In 2013, Spencer Hyman and Simon Palethorpe set up Cocoa Runners a “chocolate club” offering tasting events and subscription boxes of craft single estate bars.

If chocolate is the new coffee in the foodie revolution, then Spencer Hyman is the man flying the red flag.

The Hampstead resident has always loved the dark stuff and while travelling in the states with friend Simon Palethorpe in 2012 was overwhelmed to discover a wave of new artisan chocolate makers.

In 2013 the pair set up Cocoa Runners a “chocolate club” offering tasting events and subscription boxes of craft single estate bars.

They claim to source the world’s best bean to bar craft chocolate from Brooklyn to Budapest, San Franciso to Saigon, made by passionate producers who focus on provenance and quality using premium beans from small farmers made in small batches.

The former online music entrepreneur says the difference between a high-street and a craft chocolate bar is comparable to an instant coffee and a really good brew from well roasted beans.

“Once you have tasted one there’s no going back.”

Like wine grapes, the quality of chocolate depends on the soil conditions, climate and terroir where the beans are grown.

“The secret to great coffee is the same as the secret to good chocolate; great beans. But it’s unbelievably hard to find them because chocolate is controlled by governments and big companies who buy them all up.”

Hyman points out that the reason most chocolate products are “not the best” is because while the active ingredient in most bars is cocoa butter, high street supermarket chocolate often replace it with vegetable fats.

“They don’t care about the flavour just about the added ingredients.”

But in the last decade a small number of craft chocolate makers have started to source better beans and make bars directly from the bean in an artisam process that involves roasting, winnowing, grinding, tempering and moulding.

Hyman says most high street brands use a process known as couverture which he says ruins the chocolate.

“Most chocolate in the UK is remoulded with stuff added to it, it’s like a chicken nugget put in a hydraulic press and reconstituted.”

Consumers are often mislead about what is in the bar – with cocoa percentages emblazoned on the wrapper but he says

“The most important thing is the ingredients rather than the percentage.

“Milk chocolate should have three ingredients sugar, cocoa butter and cocoa solids.”

He adds:“There are a lot of chocolate makers emerging but no-one knows how to buy them and find them. Chocolate is a little like wine in that the difficult thing is how do you know what’s good and where do you find it? Like the Wine Society we run around the world finding amazing chocolate bars and put them in a box of four bars, three dark and one milk sent each month. It’s like a chocolate jukebox, you open up our box and are delighted with the play list of chocolate from Iceland, Columbia, Equador.”

“When he started there were only three people making this kind of chocolate in the UK there are now many more. It does cost more but it’s not totally unaffordable, craft chocolate is something to savour rather than scoff, so you eat less of it.”

Selling at £4-£10 a bar, Cocoa Runners likes to talk to and get to know it’s chosen producers such as a Suffolk-based father and daughter team at Pump St Bakery who combine breadcrumbs in their chocolate, Menekao in Madagascar, and Islington based Damson started by Cocoa Runners’ founding member and chocolate blogger Dom Ramsey. Although his Chapel Market shop and factory suffered a fire back in July he’s hoping to be back on his feet soon.

Hyman points out that in moderation chocolate which has more flavanoids than red wine is good for you and is not highly caffeinated but contains phenethylamines that make us happy.

“We’ve tasted about 5,000 bars and chosen 650 to have on our website. It’s fantastic it’s like Christmas every day when a new box of chocolates arrives. We would like everyone to eat proper chocolate because it tastes better, is better for them and better for the planet.”

Cocoarunners.com

Listed on the website at cocoarunners.com are the back stories to its favoured producers

Type in the code HH10 to get £10 off your first supscription payment to Cocoa Runners of £18.95 monthly or £49.95 quarterly.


Work order
Repeat the data word for word and skip the pictures.
(Information Opens)
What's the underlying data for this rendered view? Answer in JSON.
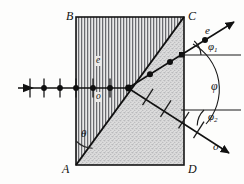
{
  "figure": {
    "type": "optics-ray-diagram",
    "corners": [
      {
        "name": "B",
        "label": "B",
        "x": 66,
        "y": 16,
        "position": "top-left"
      },
      {
        "name": "C",
        "label": "C",
        "x": 188,
        "y": 16,
        "position": "top-right"
      },
      {
        "name": "A",
        "label": "A",
        "x": 64,
        "y": 164,
        "position": "bottom-left"
      },
      {
        "name": "D",
        "label": "D",
        "x": 188,
        "y": 164,
        "position": "bottom-right"
      }
    ],
    "inner_labels": [
      {
        "name": "e-ray-inside",
        "label": "e",
        "x": 96,
        "y": 60
      },
      {
        "name": "o-ray-inside",
        "label": "o",
        "x": 96,
        "y": 93
      }
    ],
    "exit_labels": [
      {
        "name": "e-ray-exit",
        "label": "e",
        "x": 206,
        "y": 30
      },
      {
        "name": "o-ray-exit",
        "label": "o",
        "x": 214,
        "y": 146
      }
    ],
    "angles": [
      {
        "name": "theta",
        "label": "θ",
        "x": 84,
        "y": 133
      },
      {
        "name": "phi-1",
        "label": "φ",
        "sub": "1",
        "x": 212,
        "y": 50
      },
      {
        "name": "phi",
        "label": "φ",
        "sub": "",
        "x": 212,
        "y": 87
      },
      {
        "name": "phi-2",
        "label": "φ",
        "sub": "2",
        "x": 212,
        "y": 117
      }
    ],
    "prism": {
      "left_section_fill": "vertical-line-hatch",
      "right_section_fill": "stipple-dots",
      "outline_color": "#1a1a1a",
      "hatch_color": "#55565a",
      "stipple_color": "#8d8e90",
      "rect": {
        "x": 76,
        "y": 17,
        "width": 108,
        "height": 148
      }
    },
    "rays": {
      "incident": {
        "name": "incident-unpolarized-ray",
        "from": {
          "x": 18,
          "y": 88
        },
        "to": {
          "x": 128,
          "y": 88
        },
        "marker_style": "dot-and-bar",
        "marker_count": 6
      },
      "e_exit": {
        "name": "extraordinary-exit-ray",
        "from": {
          "x": 128,
          "y": 88
        },
        "to": {
          "x": 233,
          "y": 22
        },
        "marker_style": "dot",
        "marker_count": 3
      },
      "o_exit": {
        "name": "ordinary-exit-ray",
        "from": {
          "x": 128,
          "y": 88
        },
        "to": {
          "x": 228,
          "y": 152
        },
        "marker_style": "bar",
        "marker_count": 4
      }
    },
    "reference_lines": [
      {
        "name": "phi1-reference-horizontal",
        "x1": 181,
        "y1": 55,
        "x2": 240,
        "y2": 55
      },
      {
        "name": "phi2-reference-horizontal",
        "x1": 181,
        "y1": 110,
        "x2": 240,
        "y2": 110
      }
    ]
  }
}
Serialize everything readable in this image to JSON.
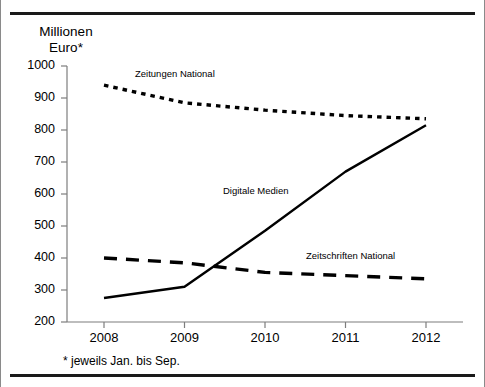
{
  "figure": {
    "axis_title": "Millionen\nEuro*",
    "footnote": "* jeweils Jan. bis Sep."
  },
  "chart_data": {
    "type": "line",
    "title": "",
    "subtitle": "",
    "xlabel": "",
    "ylabel": "Millionen Euro*",
    "categories": [
      "2008",
      "2009",
      "2010",
      "2011",
      "2012"
    ],
    "x": [
      2008,
      2009,
      2010,
      2011,
      2012
    ],
    "xlim": [
      2007.6,
      2012.2
    ],
    "ylim": [
      200,
      1000
    ],
    "yticks": [
      200,
      300,
      400,
      500,
      600,
      700,
      800,
      900,
      1000
    ],
    "ytick_labels": [
      "200",
      "300",
      "400",
      "500",
      "600",
      "700",
      "800",
      "900",
      "1000"
    ],
    "grid": false,
    "legend": "inline-annotations",
    "annotations": [
      {
        "text": "Zeitungen National",
        "series": "Zeitungen National"
      },
      {
        "text": "Digitale Medien",
        "series": "Digitale Medien"
      },
      {
        "text": "Zeitschriften National",
        "series": "Zeitschriften National"
      }
    ],
    "series": [
      {
        "name": "Zeitungen National",
        "style": "dotted",
        "color": "#000000",
        "values": [
          940,
          885,
          862,
          845,
          835
        ]
      },
      {
        "name": "Digitale Medien",
        "style": "solid",
        "color": "#000000",
        "values": [
          275,
          310,
          485,
          670,
          815
        ]
      },
      {
        "name": "Zeitschriften National",
        "style": "dashed",
        "color": "#000000",
        "values": [
          400,
          385,
          355,
          345,
          335
        ]
      }
    ]
  }
}
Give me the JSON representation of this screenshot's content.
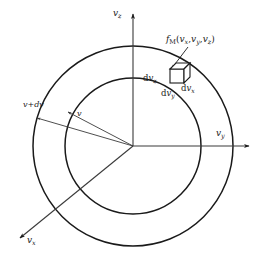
{
  "figure": {
    "name": "maxwell-velocity-distribution-diagram",
    "background_color": "#ffffff",
    "line_color": "#1a1a1a",
    "thin_line_color": "#4d4d4d"
  },
  "axes": [
    {
      "id": "vz",
      "label_main": "v",
      "label_sub": "z",
      "direction": "up",
      "label_x": 113,
      "label_y": 9
    },
    {
      "id": "vy",
      "label_main": "v",
      "label_sub": "y",
      "direction": "right",
      "label_x": 216,
      "label_y": 129
    },
    {
      "id": "vx",
      "label_main": "v",
      "label_sub": "x",
      "direction": "down-left",
      "label_x": 27,
      "label_y": 236
    }
  ],
  "circles": {
    "center_x": 133,
    "center_y": 146,
    "inner_radius": 68,
    "outer_radius": 100,
    "inner_label": "v",
    "outer_label": "v+dv"
  },
  "radius_labels": {
    "outer": {
      "text": "v+dv",
      "x": 23,
      "y": 101
    },
    "inner": {
      "text": "v",
      "x": 77,
      "y": 110
    }
  },
  "distribution_label": {
    "function_name": "f",
    "function_sub": "M",
    "open_paren": "(",
    "arg1_main": "v",
    "arg1_sub": "x",
    "comma1": ",",
    "arg2_main": "v",
    "arg2_sub": "y",
    "comma2": ",",
    "arg3_main": "v",
    "arg3_sub": "z",
    "close_paren": ")",
    "x": 166,
    "y": 35
  },
  "volume_element": {
    "name": "differential-volume-cube",
    "center_x": 181,
    "center_y": 75,
    "labels": [
      {
        "id": "dvz",
        "prefix": "d",
        "main": "v",
        "sub": "z",
        "x": 143,
        "y": 74
      },
      {
        "id": "dvy",
        "prefix": "d",
        "main": "v",
        "sub": "y",
        "x": 161,
        "y": 89
      },
      {
        "id": "dvx",
        "prefix": "d",
        "main": "v",
        "sub": "x",
        "x": 181,
        "y": 84
      }
    ]
  }
}
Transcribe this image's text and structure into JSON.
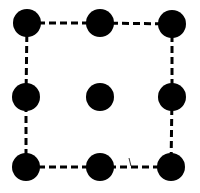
(Information Closes)
Answer for this exercise
What's the underlying data for this rendered view? Answer in JSON.
{
  "figure": {
    "type": "optics-ray-diagram",
    "corners": [
      {
        "name": "B",
        "label": "B",
        "x": 66,
        "y": 16,
        "position": "top-left"
      },
      {
        "name": "C",
        "label": "C",
        "x": 188,
        "y": 16,
        "position": "top-right"
      },
      {
        "name": "A",
        "label": "A",
        "x": 64,
        "y": 164,
        "position": "bottom-left"
      },
      {
        "name": "D",
        "label": "D",
        "x": 188,
        "y": 164,
        "position": "bottom-right"
      }
    ],
    "inner_labels": [
      {
        "name": "e-ray-inside",
        "label": "e",
        "x": 96,
        "y": 60
      },
      {
        "name": "o-ray-inside",
        "label": "o",
        "x": 96,
        "y": 93
      }
    ],
    "exit_labels": [
      {
        "name": "e-ray-exit",
        "label": "e",
        "x": 206,
        "y": 30
      },
      {
        "name": "o-ray-exit",
        "label": "o",
        "x": 214,
        "y": 146
      }
    ],
    "angles": [
      {
        "name": "theta",
        "label": "θ",
        "x": 84,
        "y": 133
      },
      {
        "name": "phi-1",
        "label": "φ",
        "sub": "1",
        "x": 212,
        "y": 50
      },
      {
        "name": "phi",
        "label": "φ",
        "sub": "",
        "x": 212,
        "y": 87
      },
      {
        "name": "phi-2",
        "label": "φ",
        "sub": "2",
        "x": 212,
        "y": 117
      }
    ],
    "prism": {
      "left_section_fill": "vertical-line-hatch",
      "right_section_fill": "stipple-dots",
      "outline_color": "#1a1a1a",
      "hatch_color": "#55565a",
      "stipple_color": "#8d8e90",
      "rect": {
        "x": 76,
        "y": 17,
        "width": 108,
        "height": 148
      }
    },
    "rays": {
      "incident": {
        "name": "incident-unpolarized-ray",
        "from": {
          "x": 18,
          "y": 88
        },
        "to": {
          "x": 128,
          "y": 88
        },
        "marker_style": "dot-and-bar",
        "marker_count": 6
      },
      "e_exit": {
        "name": "extraordinary-exit-ray",
        "from": {
          "x": 128,
          "y": 88
        },
        "to": {
          "x": 233,
          "y": 22
        },
        "marker_style": "dot",
        "marker_count": 3
      },
      "o_exit": {
        "name": "ordinary-exit-ray",
        "from": {
          "x": 128,
          "y": 88
        },
        "to": {
          "x": 228,
          "y": 152
        },
        "marker_style": "bar",
        "marker_count": 4
      }
    },
    "reference_lines": [
      {
        "name": "phi1-reference-horizontal",
        "x1": 181,
        "y1": 55,
        "x2": 240,
        "y2": 55
      },
      {
        "name": "phi2-reference-horizontal",
        "x1": 181,
        "y1": 110,
        "x2": 240,
        "y2": 110
      }
    ]
  }
}
Serialize everything readable in this image to JSON.
{
  "figure": {
    "axis_title": "Millionen\nEuro*",
    "footnote": "* jeweils Jan. bis Sep."
  },
  "chart_data": {
    "type": "line",
    "title": "",
    "subtitle": "",
    "xlabel": "",
    "ylabel": "Millionen Euro*",
    "categories": [
      "2008",
      "2009",
      "2010",
      "2011",
      "2012"
    ],
    "x": [
      2008,
      2009,
      2010,
      2011,
      2012
    ],
    "xlim": [
      2007.6,
      2012.2
    ],
    "ylim": [
      200,
      1000
    ],
    "yticks": [
      200,
      300,
      400,
      500,
      600,
      700,
      800,
      900,
      1000
    ],
    "ytick_labels": [
      "200",
      "300",
      "400",
      "500",
      "600",
      "700",
      "800",
      "900",
      "1000"
    ],
    "grid": false,
    "legend": "inline-annotations",
    "annotations": [
      {
        "text": "Zeitungen National",
        "series": "Zeitungen National"
      },
      {
        "text": "Digitale Medien",
        "series": "Digitale Medien"
      },
      {
        "text": "Zeitschriften National",
        "series": "Zeitschriften National"
      }
    ],
    "series": [
      {
        "name": "Zeitungen National",
        "style": "dotted",
        "color": "#000000",
        "values": [
          940,
          885,
          862,
          845,
          835
        ]
      },
      {
        "name": "Digitale Medien",
        "style": "solid",
        "color": "#000000",
        "values": [
          275,
          310,
          485,
          670,
          815
        ]
      },
      {
        "name": "Zeitschriften National",
        "style": "dashed",
        "color": "#000000",
        "values": [
          400,
          385,
          355,
          345,
          335
        ]
      }
    ]
  }
}
Give me the JSON representation of this screenshot's content.
{
  "figure": {
    "name": "maxwell-velocity-distribution-diagram",
    "background_color": "#ffffff",
    "line_color": "#1a1a1a",
    "thin_line_color": "#4d4d4d"
  },
  "axes": [
    {
      "id": "vz",
      "label_main": "v",
      "label_sub": "z",
      "direction": "up",
      "label_x": 113,
      "label_y": 9
    },
    {
      "id": "vy",
      "label_main": "v",
      "label_sub": "y",
      "direction": "right",
      "label_x": 216,
      "label_y": 129
    },
    {
      "id": "vx",
      "label_main": "v",
      "label_sub": "x",
      "direction": "down-left",
      "label_x": 27,
      "label_y": 236
    }
  ],
  "circles": {
    "center_x": 133,
    "center_y": 146,
    "inner_radius": 68,
    "outer_radius": 100,
    "inner_label": "v",
    "outer_label": "v+dv"
  },
  "radius_labels": {
    "outer": {
      "text": "v+dv",
      "x": 23,
      "y": 101
    },
    "inner": {
      "text": "v",
      "x": 77,
      "y": 110
    }
  },
  "distribution_label": {
    "function_name": "f",
    "function_sub": "M",
    "open_paren": "(",
    "arg1_main": "v",
    "arg1_sub": "x",
    "comma1": ",",
    "arg2_main": "v",
    "arg2_sub": "y",
    "comma2": ",",
    "arg3_main": "v",
    "arg3_sub": "z",
    "close_paren": ")",
    "x": 166,
    "y": 35
  },
  "volume_element": {
    "name": "differential-volume-cube",
    "center_x": 181,
    "center_y": 75,
    "labels": [
      {
        "id": "dvz",
        "prefix": "d",
        "main": "v",
        "sub": "z",
        "x": 143,
        "y": 74
      },
      {
        "id": "dvy",
        "prefix": "d",
        "main": "v",
        "sub": "y",
        "x": 161,
        "y": 89
      },
      {
        "id": "dvx",
        "prefix": "d",
        "main": "v",
        "sub": "x",
        "x": 181,
        "y": 84
      }
    ]
  }
}
Transcribe this image's text and structure into JSON.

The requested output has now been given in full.